Once Chief Data Officers have identified, confronted, and hopefully overcome the challenges at the bottomand in the middleof the Big Data stack, what’s next? As Andrew Brust of Datameer notes, “At the top of the stack, there are seemingly endless choices. Whether Enterprise BI stalwarts, BI 2.0 challengers, or big data analytics players, the number of vendors and their similar positioning makes it really hard for customers.”
If your organization is going to win on analytics, it needs to view all of its information as a strategic enterprise asset. This includes not just the 10% you know about, but the 90% of dark data that hides in information silos. There are big challenges on the path to surfacing all of your enterprise information for business intelligence. The biggest challenge is not in storing data, or in analyzing it, but actually finding the right data. But why is it so hard? Here are the top three reasons:
Forrester just released its latest Wave report. Unlike many on more mature technologies, this report on native Hadoop BI platforms included only six vendors, of which Attivio was one. In Forrester's estimation, there are no leaders in the market, just contenders and strong performers.
As Dan Woods points out in a recent article for Forbes, technology marketplaces cycle through predictable stages as they mature. He applies this insight to the component versus platform decision that organizations face when adopting new technologies.
As any developer knows, perfect software doesn’t just happen it, pardon the pun, “develops” over time.
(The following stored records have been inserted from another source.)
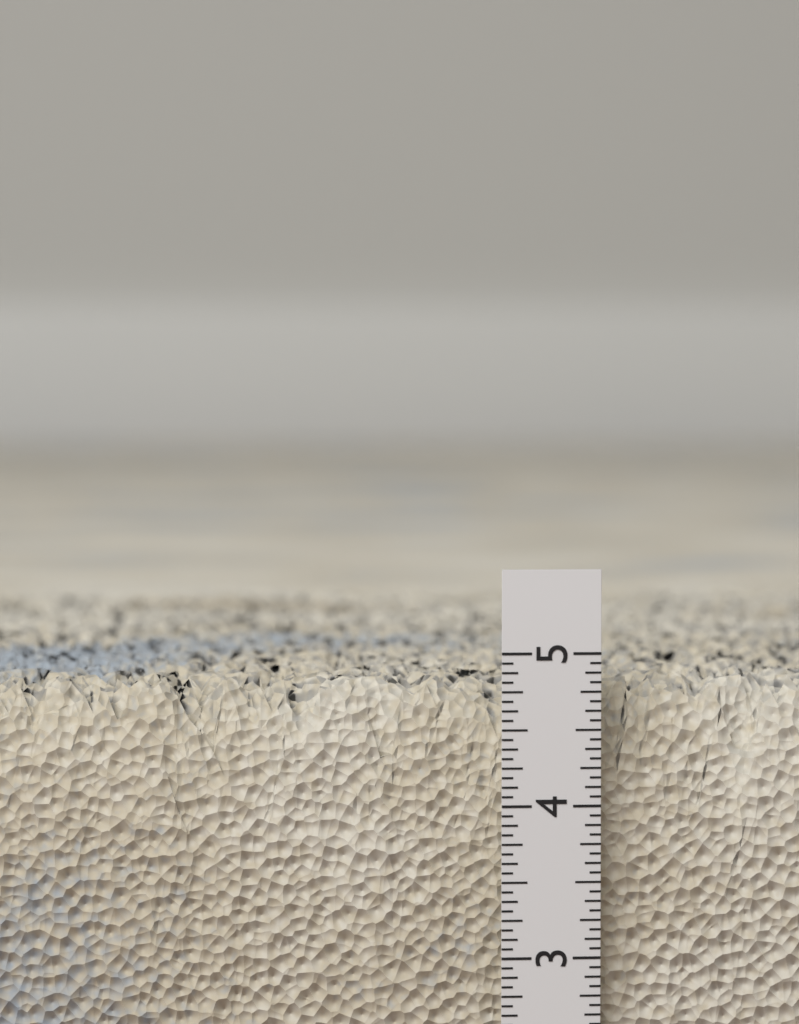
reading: 4.8125 in
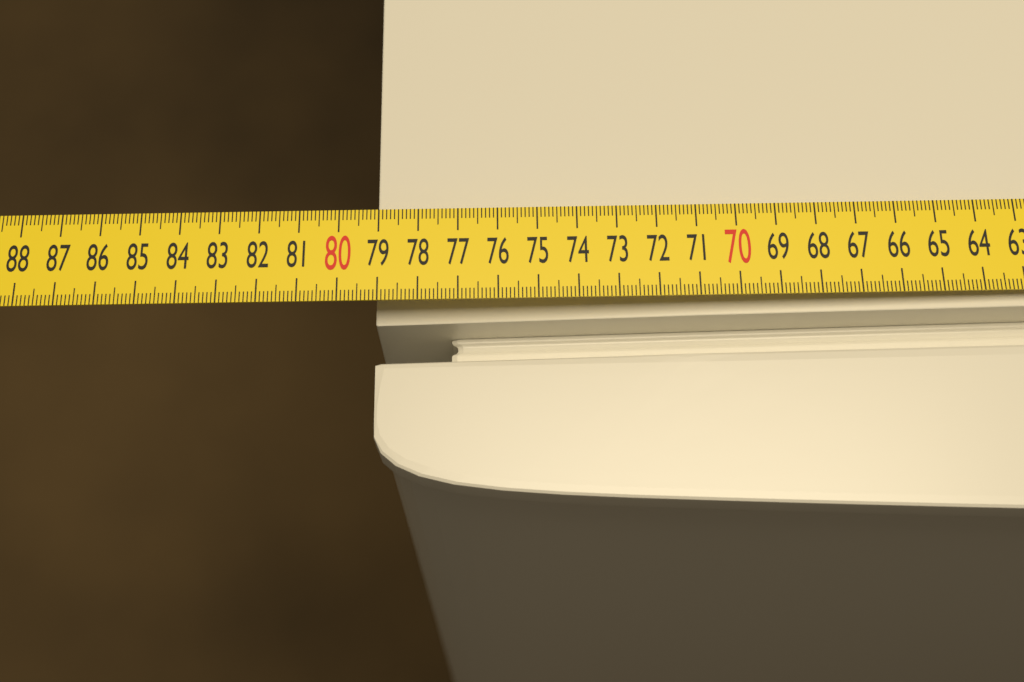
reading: 79.1 cm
Developers engage in a seemingly everlasting iterative process involving bug fixes and changes that can last for the lifetime of an application. But writing the software is only half the battle; it must then be deployed.
For big data companies like ours that run software across distributed networks, this is no small task. In particular, a developer makes changes, runs tests, identifies errors or processing improvements to address, and then makes more changes.
I recently attended Hadoop Summit 2016 where not surprisingly there was a lot of conversation about topics other than Hadoop. For example, the importance of ecosystem partners to any Big Data solution.
It was a great conversation. Carey pointed out that although data scientists do spend a lot of time on analytics, they also spend just as much or more time "wrangling" their data environments and trying to find data and move it where they need it. And that's why EMC turned to Attivio and Zaloni. Check out the rest of the discussion.
Data-driven decision making is the key to competitive differentiation. It’s the thing that every organization wants to achieve, but many struggle to see come to fruition.
When it comes to gathering the right data and finding the relationships that make that data more meaningful, there’s one role that knows how to do it best - the data steward. That’s why they are often referred to as data detectives.
The Trustee of an Organization’s Data
Data stewardship is an important role for an organization. The data steward is a trustee of an organization’s data. They don’t own the data, but with so many internal and external data sources available for use, the data steward’s responsibility is to understand what is available and how it connects to provide real value.
Business analysts and line-of-business (LOB) data users have plenty of robust, self-service BI tools at their disposal. What they often lack is a way to get all the most relevant data into those tools. In a TDWI Checklist Report, Dave Stodder, Director of TDWI Research for Business Intelligence, lists seven best practices for executing a successful data science strategy. Number five: Give Data Science Teams Access to All the Data.